Organizations' migration to the cloud is a broad term that encompasses many different trends:

  1. Moving existing applications from private data centers to AWS, Azure, or the Google Cloud Platform as cloud service providers (CSPs), often referred to as lift-and-shift or infrastructure-as-a-service (IaaS).
  2. Completely restructuring how applications are built to make heavier use of prepackaged services available on these cloud service platforms – often referred to as lift-and-reshape, serverless, or platform-as-a-service (PaaS).
  3. Choosing to forgo running copies of standard applications instead of having the application vendor host them is sometimes referred to as drop-and-shop or software-as-a-service (SaaS).

Each of these three migrations exposes its security challenges:

 

Infrastructure-as-a-Service

At first glance, IaaS migration appears to introduce the least change. After all, the cloud is just your application running on someone else's computer. But CSPs supply you with that computer, along with an entirely new and unfamiliar management and control plane, a new identity and access paradigms, and new forms of storage.

The first generation of cloud-related breaches stemmed from organizations not understanding this new paradigm and placing confidential information in cloud storage while leaving access to the internet. This never happened to them on-premises, where their network firewalls and segmentation provided a backstop to this type of misconfiguration. What changed was there is no real way to physically surround all your assets in the cloud with a network and place firewalls at the edge of that network.

Unfortunately, internet-accessible storage is only symptomatic of the IaaS cloud being very different from your own data center setup. The August 2019 attack on AWS, which counted Capital One as its most visible target, provides a glimpse into the AWS management and control planes' complexity and the difficulty in getting all the security controls right. The presence of a simple vulnerability in a web application firewall (WAF), which could be exploited across the internet, led to large-scale leakage of confidential information across multiple AWS customers.

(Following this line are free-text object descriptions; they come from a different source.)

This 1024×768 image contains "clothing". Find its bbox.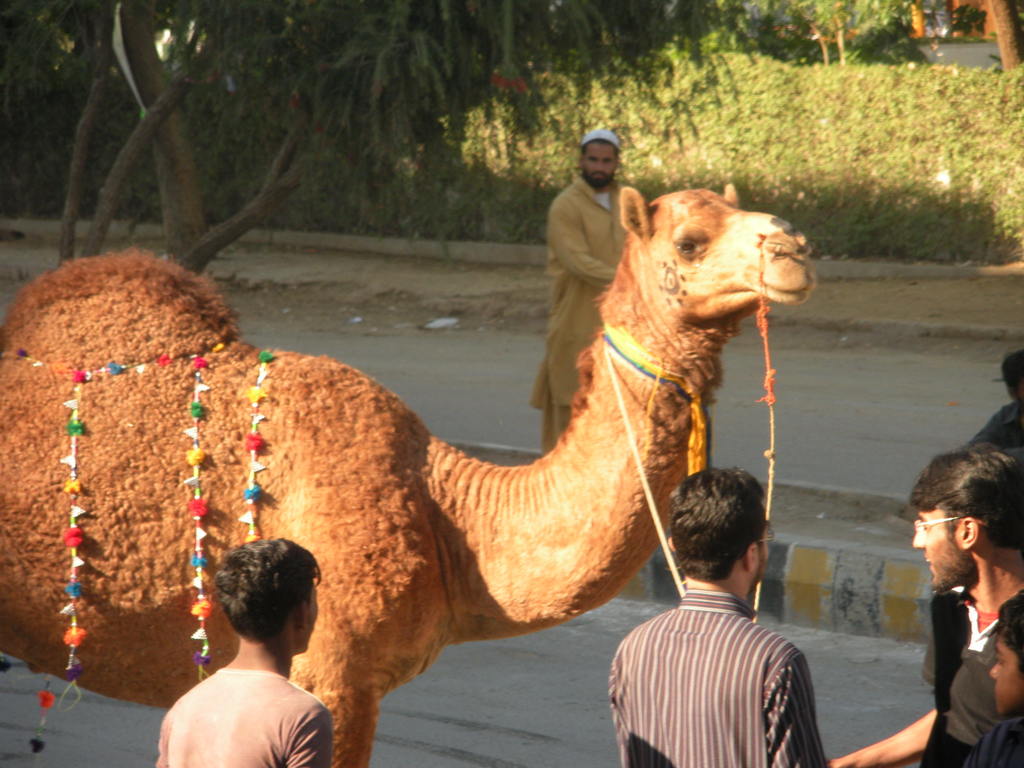
<bbox>969, 722, 1022, 767</bbox>.
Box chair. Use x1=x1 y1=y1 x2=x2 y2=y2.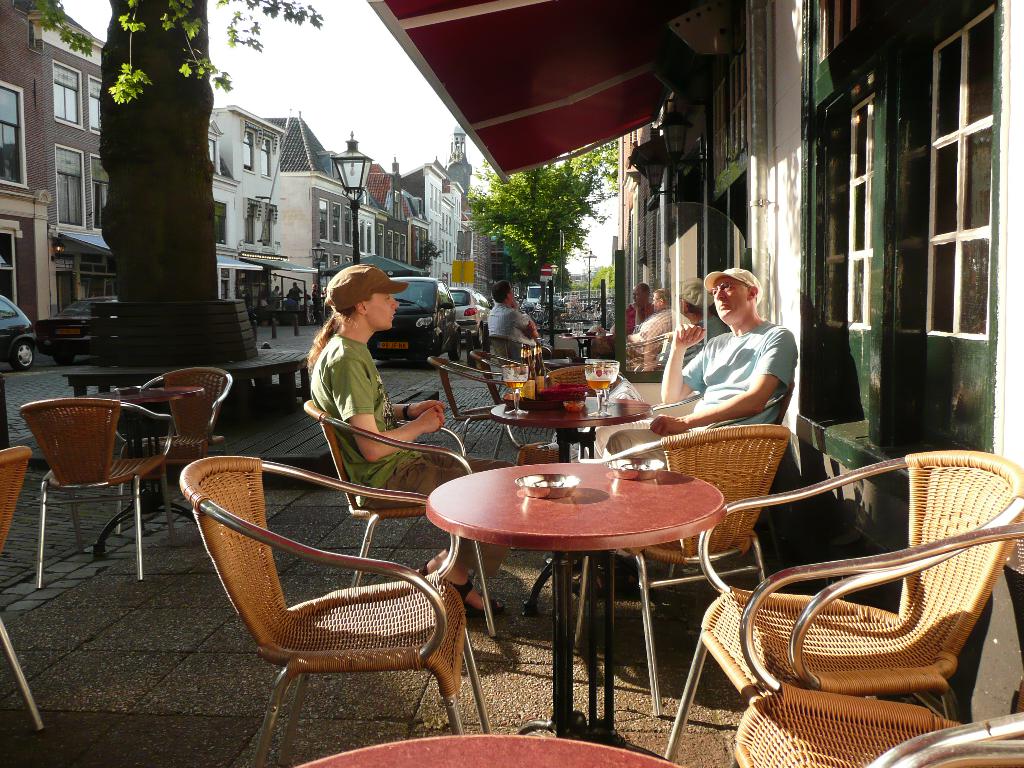
x1=661 y1=450 x2=1023 y2=767.
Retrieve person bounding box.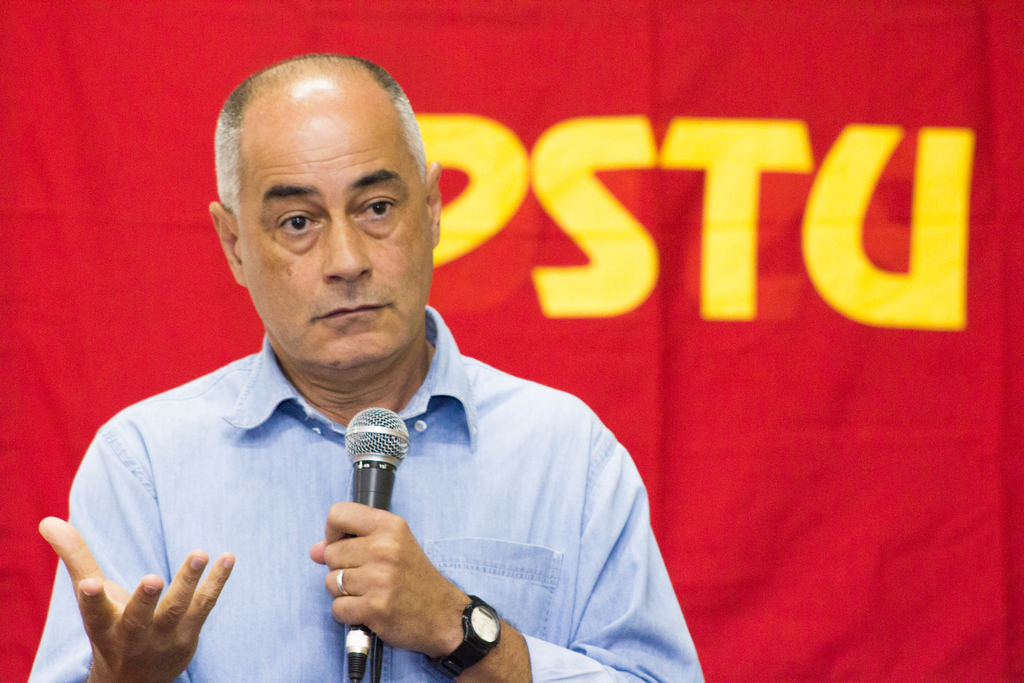
Bounding box: pyautogui.locateOnScreen(20, 53, 711, 682).
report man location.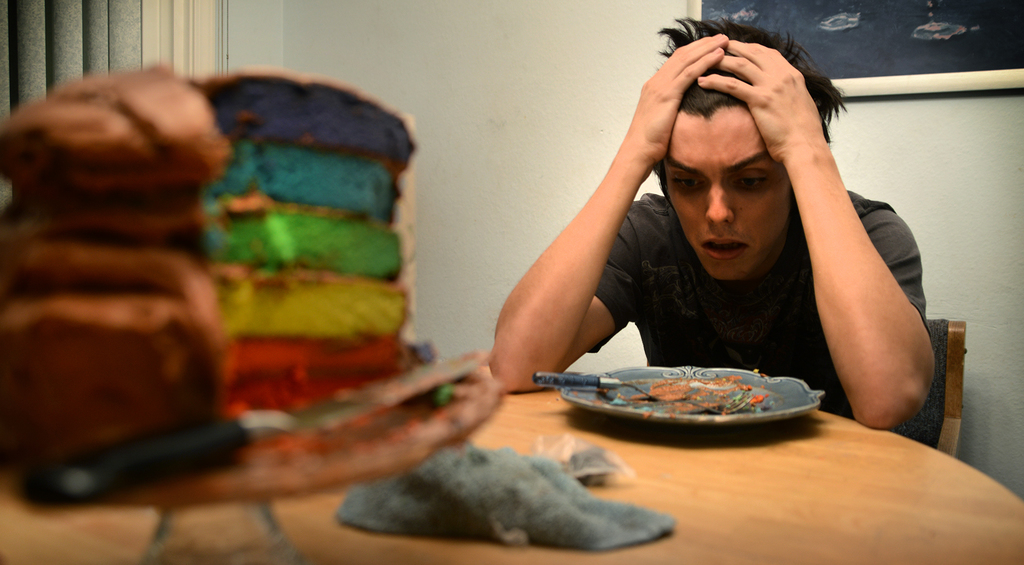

The crux of the issue is simple: CSPs provide incredibly complex ecosystems that are constantly in flux as new features are added. When adopting cloud services, security inherently becomes a shared responsibility model. This model falls to CSP customers to constantly adapt and deliver their half of the security operation that readjusts perfectly to the changing threat surface exposed by the CSP architecture.

 

Platform-as-a-Service

With PaaS, there are no illusions that everything is the same. But the security implications of adopting PaaS are not well-understood by customers either. The services in question range from simple (storage) to quite complex (analytics stacks). And each of these services has its own security idiosyncrasies. Want to use Amazon DynamoDB? Your engineering team must then understand how AWS identity and role-based access control (RBAC) intersect with DynamoDB. And they'll need to follow separate pages of security best practices – for preventive security, and other for detective security – and that's only for DynamoDB.

In addition to the adversity of securing services like DynamoDB, there is a bigger challenge with PaaS services: Security teams have no preexisting models that show how to secure a service embedded in an application without surrounding it with a secure network. There is no way to apply that model to PaaS-delivered services.

Also, note that the bias of CSPs is different from that of their customers. In rolling out new services, CSPs who develop those services are judged by adopting the service. When CSPs make decisions about the default security posture of a new service, they generally remove barriers to make customer deployments easier rather than add security controls, which might also slow down its adoption by customers.

 

Software-as-a-Service

SaaS has been broadly adopted as organizations realize that it allows them to bring up new applications overnight and never worry about software upgrades, backups, and other mundane support tasks.

But most SaaS applications provide little insight into network and security controls. Customers have some authority over who can access applications, permissions, data access, and – if you are lucky – an API that extracts access logs for validation. The security model of SaaS fundamentally hinges on identity and access. However, SaaS applications have become incredibly complex to configure.

Attempts to understand and secure all aspects of Office 365 or Salesforce would challenge most mortals. And keep in mind this is just part of a much bigger job for IT organizations tasked with provisioning access and overseeing security issues for applications. As more organizations leverage multiple SaaS applications, the onboarding and offboarding of employee access to SaaS applications become quite cumbersome. In some cases, employees have access to applications long after they leave.

Many organizations turn to identity providers and federation solutions between different SaaS applications to automate this task, often using a cloud-based HR system as the master database. Unfortunately, it only takes one compromised SaaS application or accounts for an attacker to gain full access to other federated applications and servers. This provides attackers with an excellent starting point for further lateral movement.

In addition, when an end-user is successfully phished, or a mistake is made in configuring some part of the shared-responsibility cloud model, there is no secure network acting as a safety net.